This is a saying used when someone says or does something extremely stupid or obvious. It came from the show "Workaholics". When someone does or says something as above, the person who says "that's a chop" is allowed to karate chop the back of their necks. The harshness of said chop depends on the action or words of the receiver. It comes in many forms.
Family pack - everyone in the room is allowed to chop the receiver
Hardies - hard chop
Softies - soft chop (when it wasn't too stupid or obvious)
Selfie - receivers chips themself
Carlos: "Wasn't the song 'Oops I Did It Again' by that blond girl? What's her name? Britney Spears."
Mike: "No shit, Sherlock. That's a chop. No selfies."
This is something you say to someone when they do or say something extremely stupid. If someone does or says something stupid you say "thats a chop" and karate chop the back of their neck. The strength of the chop depends on how stupid the words or actions of the person was.

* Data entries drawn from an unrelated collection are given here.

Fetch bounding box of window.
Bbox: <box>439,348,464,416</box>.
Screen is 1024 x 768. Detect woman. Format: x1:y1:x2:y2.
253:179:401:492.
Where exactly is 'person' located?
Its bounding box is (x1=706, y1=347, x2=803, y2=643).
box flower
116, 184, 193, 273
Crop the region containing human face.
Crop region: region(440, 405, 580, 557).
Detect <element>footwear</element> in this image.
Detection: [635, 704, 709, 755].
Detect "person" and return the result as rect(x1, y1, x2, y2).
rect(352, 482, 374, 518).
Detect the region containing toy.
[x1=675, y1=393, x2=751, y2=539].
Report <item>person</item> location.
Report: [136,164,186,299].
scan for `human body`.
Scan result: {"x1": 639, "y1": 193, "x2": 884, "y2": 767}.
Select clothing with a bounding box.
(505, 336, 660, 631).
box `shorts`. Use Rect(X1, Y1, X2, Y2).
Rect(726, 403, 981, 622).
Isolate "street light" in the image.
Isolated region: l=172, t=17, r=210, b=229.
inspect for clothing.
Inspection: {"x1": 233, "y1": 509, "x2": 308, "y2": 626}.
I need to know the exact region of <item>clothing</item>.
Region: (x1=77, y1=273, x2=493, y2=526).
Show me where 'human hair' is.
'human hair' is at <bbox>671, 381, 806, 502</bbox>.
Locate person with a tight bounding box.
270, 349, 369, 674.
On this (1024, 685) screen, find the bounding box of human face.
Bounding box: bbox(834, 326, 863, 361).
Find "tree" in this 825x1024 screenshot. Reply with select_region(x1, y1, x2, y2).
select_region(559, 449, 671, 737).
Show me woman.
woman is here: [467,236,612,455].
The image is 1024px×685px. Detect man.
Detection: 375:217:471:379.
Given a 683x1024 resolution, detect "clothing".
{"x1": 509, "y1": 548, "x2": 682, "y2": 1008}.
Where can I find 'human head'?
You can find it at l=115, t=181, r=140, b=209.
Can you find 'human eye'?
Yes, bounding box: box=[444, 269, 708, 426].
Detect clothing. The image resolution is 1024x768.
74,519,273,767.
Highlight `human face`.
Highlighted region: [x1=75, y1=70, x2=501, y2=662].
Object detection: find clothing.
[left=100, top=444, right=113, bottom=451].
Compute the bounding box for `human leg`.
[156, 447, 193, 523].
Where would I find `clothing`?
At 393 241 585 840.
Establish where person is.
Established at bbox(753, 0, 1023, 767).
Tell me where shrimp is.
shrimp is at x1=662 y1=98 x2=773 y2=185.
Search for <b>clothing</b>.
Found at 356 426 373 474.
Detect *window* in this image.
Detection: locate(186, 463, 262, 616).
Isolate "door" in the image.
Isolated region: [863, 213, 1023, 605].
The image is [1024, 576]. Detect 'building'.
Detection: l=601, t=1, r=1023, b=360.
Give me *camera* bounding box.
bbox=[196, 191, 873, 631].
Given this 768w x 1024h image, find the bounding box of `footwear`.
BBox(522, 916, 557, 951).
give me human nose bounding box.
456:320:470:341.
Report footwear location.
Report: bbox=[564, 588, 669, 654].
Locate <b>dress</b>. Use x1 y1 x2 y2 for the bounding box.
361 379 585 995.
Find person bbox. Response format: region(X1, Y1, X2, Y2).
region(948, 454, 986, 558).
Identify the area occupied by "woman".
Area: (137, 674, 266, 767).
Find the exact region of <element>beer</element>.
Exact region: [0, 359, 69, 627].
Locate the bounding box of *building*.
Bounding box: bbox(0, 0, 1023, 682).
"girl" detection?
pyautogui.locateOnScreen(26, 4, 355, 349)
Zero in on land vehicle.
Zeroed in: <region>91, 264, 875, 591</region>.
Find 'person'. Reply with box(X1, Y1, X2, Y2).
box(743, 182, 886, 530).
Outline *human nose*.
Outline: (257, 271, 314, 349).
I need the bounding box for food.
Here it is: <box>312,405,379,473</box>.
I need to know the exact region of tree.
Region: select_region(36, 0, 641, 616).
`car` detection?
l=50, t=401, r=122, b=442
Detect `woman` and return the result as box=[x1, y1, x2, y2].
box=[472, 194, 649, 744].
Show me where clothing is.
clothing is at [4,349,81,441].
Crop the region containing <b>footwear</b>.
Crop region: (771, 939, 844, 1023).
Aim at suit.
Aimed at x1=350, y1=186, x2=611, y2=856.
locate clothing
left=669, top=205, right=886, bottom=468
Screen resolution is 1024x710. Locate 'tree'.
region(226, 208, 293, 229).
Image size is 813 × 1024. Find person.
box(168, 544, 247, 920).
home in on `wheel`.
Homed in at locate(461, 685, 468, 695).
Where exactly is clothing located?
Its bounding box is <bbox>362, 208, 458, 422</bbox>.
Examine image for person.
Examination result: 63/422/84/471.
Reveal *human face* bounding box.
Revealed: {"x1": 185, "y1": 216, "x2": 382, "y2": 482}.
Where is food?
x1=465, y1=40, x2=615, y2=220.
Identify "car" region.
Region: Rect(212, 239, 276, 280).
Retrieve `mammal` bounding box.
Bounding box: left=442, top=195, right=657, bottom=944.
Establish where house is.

when you're holding up your phone and making faces at it, as though you are taking a selfie, but you're really taking a picture of the person across from you or the wall or anything else that seems interesting but you don't want to be caught dead taking a picture of.
This action is often made more convincing by wiggling the eyebrows or opening the mouth, to pretend you're trying to get a Snapchat filter to work.
The grindset is a contemporary ideology of self-exploitation disguised as strength, deeply tied to the aesthetics of the “sigma male” and to new digital forms of patriarchy. It promotes the idea that human worth depends on productivity, economic success, absolute emotional control, and the ability to work endlessly, turning vulnerability, rest, community, and tenderness into signs of weakness. Beneath its rhetoric of discipline and power often lies a profound inability to relate healthily to pain, fragility, and human interdependence.
“That’s the grindset, brother. While weak men sleep and complain, sigma males stay disciplined, work in silence, suppress emotions, and build power while everyone else wastes time chasing comfort.”